Saturday, October 3, 2020

REVIEW: Enola Holmes (live action movie)

Enola Holmes is a historical mystery movie based on Nancy Springer's Middle Grade book The Case of the Missing Marquess, the first in Springer's Enola Holmes series. The movie is a Netflix Original.

Review:

When Enola Holmes was very young, her father died and her brothers, Mycroft and Sherlock, went off to live their own lives, leaving her and her mother alone together. Enola's mother had very unique ideas about how to raise a young girl, and so instead of having a governess and learning how to be a proper young lady, Enola instead read every book in the family library, learned to fight, and solved cryptograms and word jumbles.

And then, on the morning of her sixteenth birthday, Enola's mother vanishes. She clearly left of her own free will, and Enola is distraught - she had thought she and her mother were happy together, so why did her mother leave her behind? Mycroft and Holmes arrive in order to assess the situation and deal with her. Mycroft intends to send Enola to a finishing school and Holmes clearly intends to stand back and let him. In the nick of time, Enola discovers some messages her mother left for her and escapes to London, hoping to track her mother down herself. While doing this, she becomes embroiled in another mystery, that of the missing young Viscount Tewkesbury.

I haven't yet read the book this was based on, although I intend to do so. I've heard that it's fairly different from this movie, so there's a possibility that I might like it better.

The previews made this look like fun, with a smart and capable heroine who was possibly working with her older brother, Sherlock Holmes. Unfortunately, the movie didn't really work for me. The fourth wall breaking (Enola often stopped to talk to and wink at the audience) was off-putting, Enola didn't seem nearly as smart and capable as viewers were told she was, Mycroft was awful, and although Henry Cavill was charming and looked good, he was in no way believable as Sherlock Holmes.

Viewers were told that Enola was a smart girl who'd spent her entire life being prepared to be independent - to rely on her own brains, guts, and strength. However, when she was actually on her own her behavior and abilities proved disappointing. She told a random pretty boy she'd basically just met a good chunk of her life story, waved money around while in London and practically begged to be betrayed and lied to, and figured out most of the mystery of the missing Viscount Tewkesbury but missed the crucial last bit and almost ended up dead because of it. 

I appreciated that Enola wasn't instantly able to outfight a grown man who had actual experience killing people, but it would have been nice if she'd at least been as brilliant as she was supposed to be.
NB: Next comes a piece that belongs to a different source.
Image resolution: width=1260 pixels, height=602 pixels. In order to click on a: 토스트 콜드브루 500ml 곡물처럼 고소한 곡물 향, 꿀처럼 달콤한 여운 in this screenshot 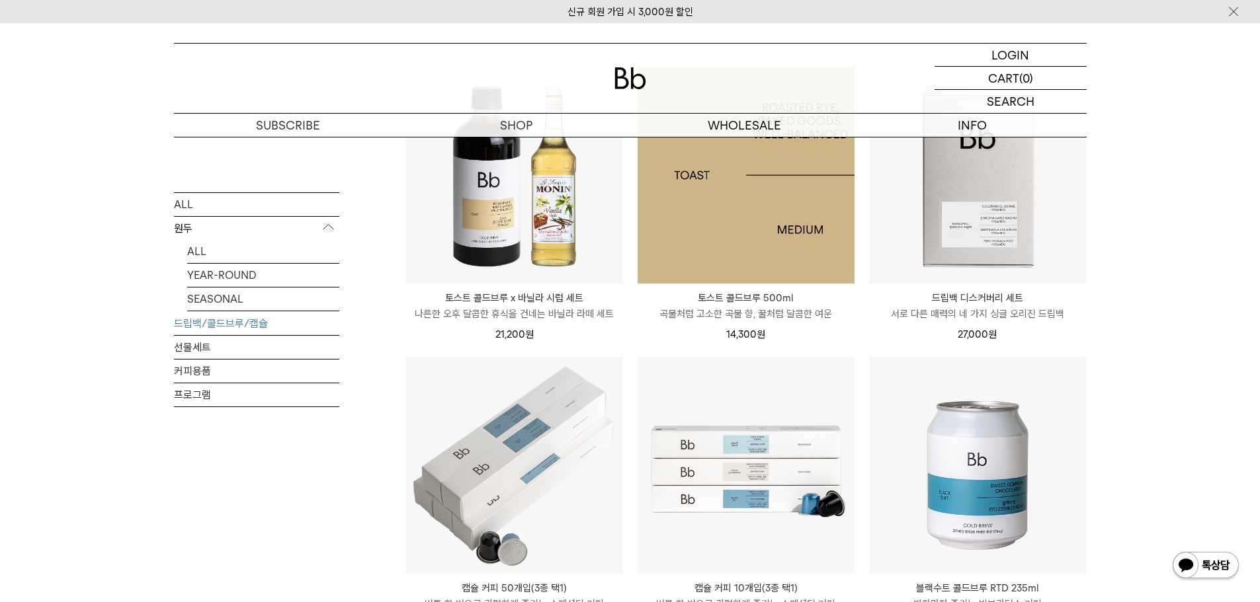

Near the end, Lestrade poked at Sherlock for figuring out all the details about the missing Viscount Tewkesbury case after Enola and Tewkesbury had already made it to the police, like this was evidence that Enola was sharper than Sherlock. However, Sherlock managed to correctly deduce the entire thing, including the last crucial bit, without even spending much time with any of the people involved. Enola, meanwhile, was the thick of it and the villain basically had to walk up to her and tell her everything. From what I could tell, Enola's abilities seemed to be limited to swapping letters around in her head and occasionally having perfect recall of certain past events but not, apparently, all of the books she'd supposedly read.

I got confused at the "escape from the finishing school" bit (when and how did Enola get out of that chest without being noticed?), and it seemed like the mystery of Enola's missing mother just sort of petered out after Enola discovered what she was doing (her mother's plans were apparently never put into effect, and neither Enola nor Sherlock made a move to try to stop her in any case), overshadowed by the Viscount Tewkesbury stuff. At least the romance didn't quite go in the direction I expected.

Like I said, I still want to try the book. I wish this movie had been better, though.